Soham Patel is an interdisciplinary scholar and educator whose work focuses on radical migrant histories, with a particular focus on the South Asian diaspora. His work has appeared in Asia Shorts, CounterPunch, Ethnic Studies Review, Journal of Asian American Studies, and ReOrient: Journal of Critical Muslim Studies. He teaches courses on US imperialism, radical internationalism, and social protest movements.
His current book project, Mutiny: South Asian Radicals in the Long War on Terror, explores the overlooked history of South Asian radicalism in the United States between 1965 to the post-9/11 present. By revisiting the 1965 Immigration and Nationality Act, the intellectual history of Eqbal Ahmad, community-based print magazines, and post-9/11 anti-surveillance visual cultures, Mutiny presents a counter-history of post-1965 South Asian immigration and political formation vis-à-vis Third World anticolonialism, Black freedom movements, the neoliberal turn, Hindu nationalism, and anti-Muslim racism.

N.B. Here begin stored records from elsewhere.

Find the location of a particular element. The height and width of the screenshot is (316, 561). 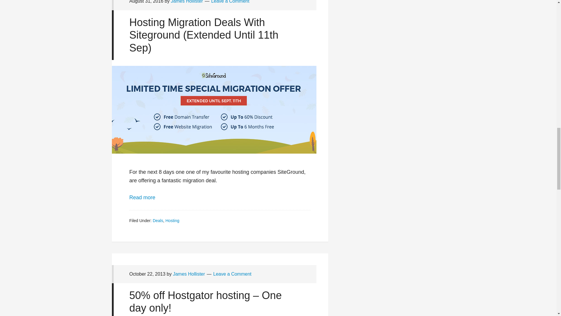

Deals is located at coordinates (158, 220).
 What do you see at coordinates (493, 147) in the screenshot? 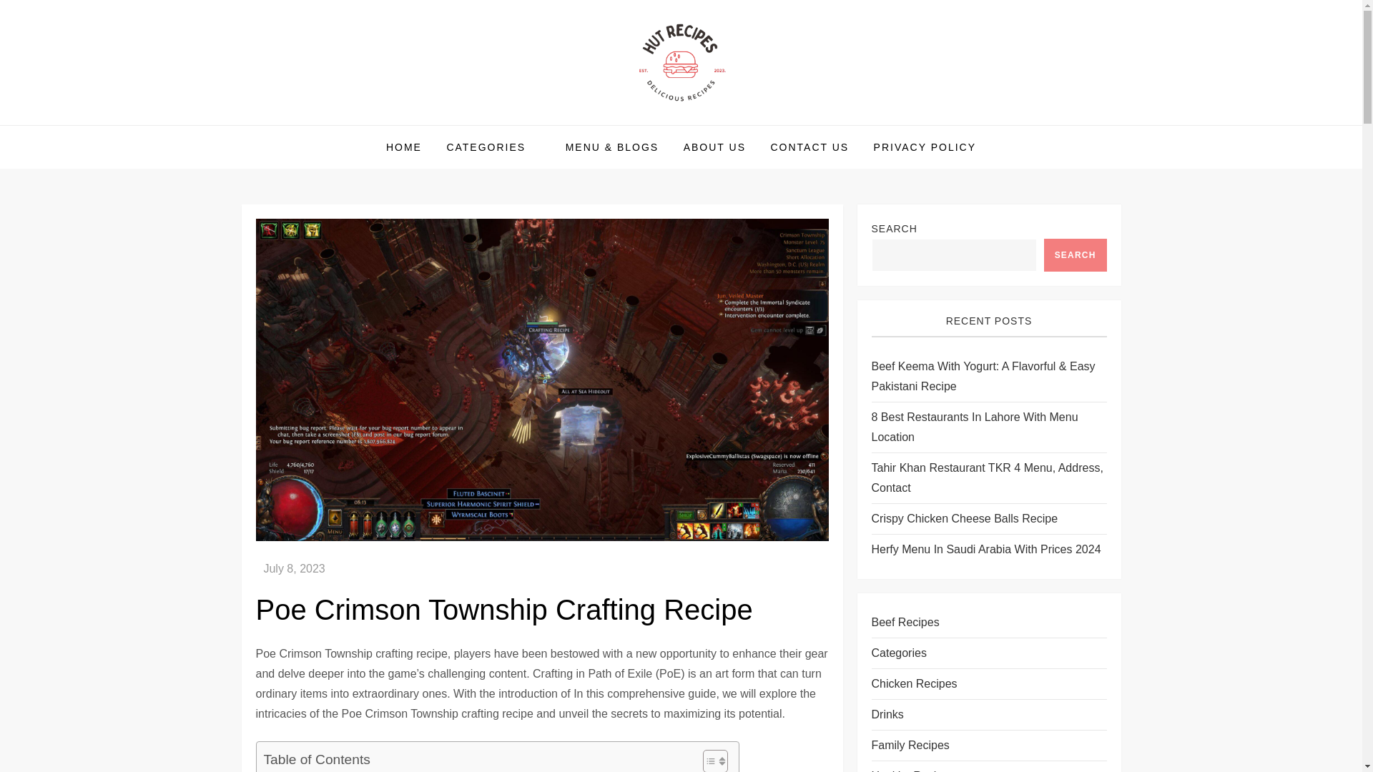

Soham is a Postdoctoral Fellow in Global American Studies at the Charles Warren Center for Studies in American History at Harvard University. He received his Ph.D. in American Studies from the University of Minnesota in 2020, and will be Assistant Professor of American Studies at the University of North Carolina-Chapel Hill beginning in Fall 2025.
Spring 2025 Course(s):
EMR 164: Global Rebellion: Race, Solidarity, Decolonization (Mondays 9:45-11:45 AM).